If we are correct, the Fed will begin to taper their purchases and move to stabilize its balance sheet, which will leave the market “starved for liquidity.” If economic and earnings growth remains weak, such will lead to concerns over current valuations, making that 10-15% correction more likely.
While we certainly have no intention of “Fighting the Fed,” do not dismiss changes to the balance sheet given its close correlation to the rise in equity prices as discussed last week. (Note the decline in the balance sheet which foretold of this week’s sell-off)
“On Oct. 11, the central bank announced it would begin purchasing $60 billion of Treasury bills a month to keep control over short-term rates. The magnitude of the purchases resembles the quantitative easing program the Fed conducted during and after the financial crisis.”
“The increase in the Fed’s balance sheet has been in near lockstep with the stock market’s climb. The balance sheet has expanded 10% since October, while the S&P 500 shot up 12%, including notching its best fourth quarter since 2013.” – CNBC
Given the extreme extension of the markets currently, it is quite likely we will see some more corrective action over the next week.
In other words, it may not be the time to “buy the dip,” just yet.
There is currently much hope that the economy is about to emerge from its sluggish growth over the past couple of quarters to support lofty earnings expectations and, potentially, a rise in corporate profitability. As noted previously, the last time the S&P 500 was this deviated from a period of “flat” corporate profit growth was from 1995-1999.
There are a few indicators which, by their very nature, should be signaling a surge in economic activity if there was indeed going to be one. Copper, energy prices, commodities in general, and the Baltic Dry index, should all be rising if economic activity is indeed beginning to recover.
Not surprisingly, as the “trade deal” was agreed to, we DID see a pickup in commodity prices, which was reflected in the stronger economic reports as of late. However, while the media is crowing that “reflation is on the horizon,” the commodity complex is suggesting that whatever bump there was from the “trade deal,” is now over.
If economic data doesn’t significantly improve, the risk to further corporate profit weakness is of concern. It also puts extremely optimistic projections for S&P earnings through 2020 and 2021 at risk. (Estimates for 2020 have already collapsed, and 2021 is lower than initial 2020 estimates.)
Pay attention to the amount of risk in your portfolio. It will matter more than you think and always at the worst possible time.
After previously reducing exposure “slightly” to equities, we did not make any further changes to portfolios over the last few days. Given we have shortened our duration in our bond holdings and raised cash levels to roughly 10% of the portfolio, we can afford at the moment to allow our existing long positions to ride the market higher.

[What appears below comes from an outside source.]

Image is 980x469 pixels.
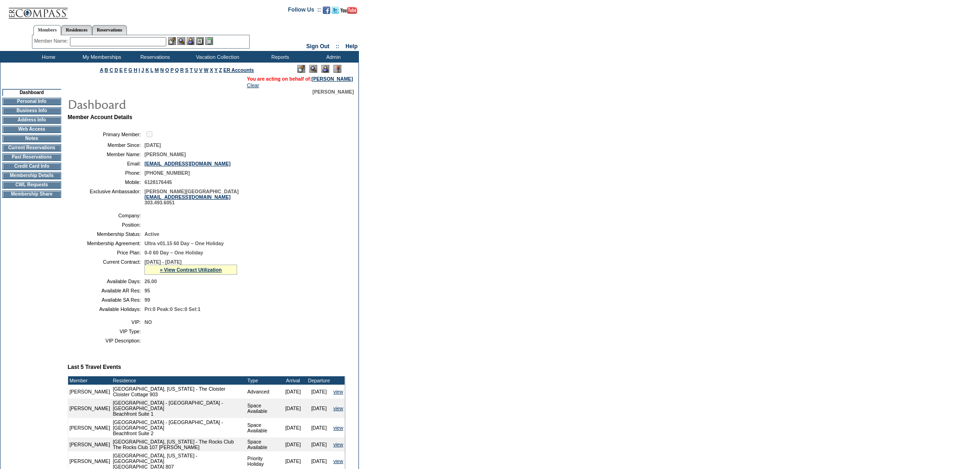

This positioning paid off well on Friday, as portfolio drag was about 1/3rd of the market overall. Rate-sensitive holdings (bonds/reits) performed as rates fell, and defensive positions held their ground.
As we move into next week, the market is still going to be “betting on the Fed” until ultimately “beaten into submission,” so we will use rallies to rebalance equity risk as needed, but also add to our fixed income exposure.
With respect to bonds, make sure you are focusing on “credit quality,” rather than “chasing yield.” As shown in the chart below, and as discussed this past week, when the recession hits, you want to be in Treasuries, and literally nothing else.
While that is hard to believe, just remember its happened twice before.